This has been discussed before: Static property wrappers and strict concurrency in 5.10
The reason for that error is that the compiler doesn't "know" that your internal state is protected and is safe to use, since OS atomics are not part of structured concurrency.
It seems like there are very few options to make it work but a property wrapper isn't one of them.
What I usually do when I want to have a safe static value under Swift 6 is something like this.

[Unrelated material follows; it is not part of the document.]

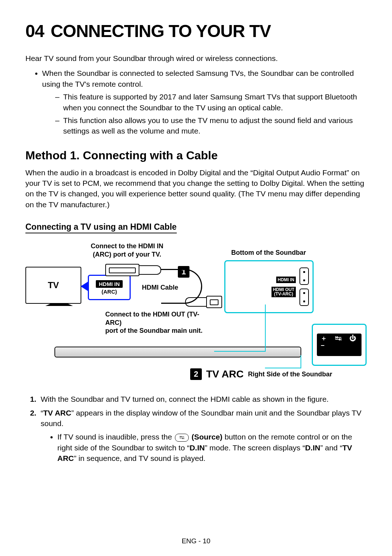 Image resolution: width=392 pixels, height=556 pixels. What do you see at coordinates (284, 292) in the screenshot?
I see `port-hdmi-out-label: HDMI OUT (TV-ARC)` at bounding box center [284, 292].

The Storage
type here uses a semaphore to free us from requiring an init
constructor for the generic type:
final class Storage<T>: @unchecked Sendable {
init(_ initialValue: T) {
storage = initialValue
}
var value: T {
get {
withLock { $0 }
}
set {
withLock {
$0 = newValue
}
}
}
private func withLock<R>(result: (inout T) -> R) -> R {
sem.wait()
defer { sem.signal() }
return result(&storage)
}
private let sem = DispatchSemaphore(value: 1)
private var storage: T
}
Usage:
class C {
static let c = Storage<Set<String>>([]) // this is fine
static func test() {
c.value = ["one", "two"]
print(c.value)
}
}
Notice the let
in the static var declaration: it works since it's an object reference to an "artificially" sendable class, and that's what makes the compiler happy here. Artificially because it's not really sendable from the structured concurrency point of view, but it's still fine since we provide the safety mechanism using a semaphore.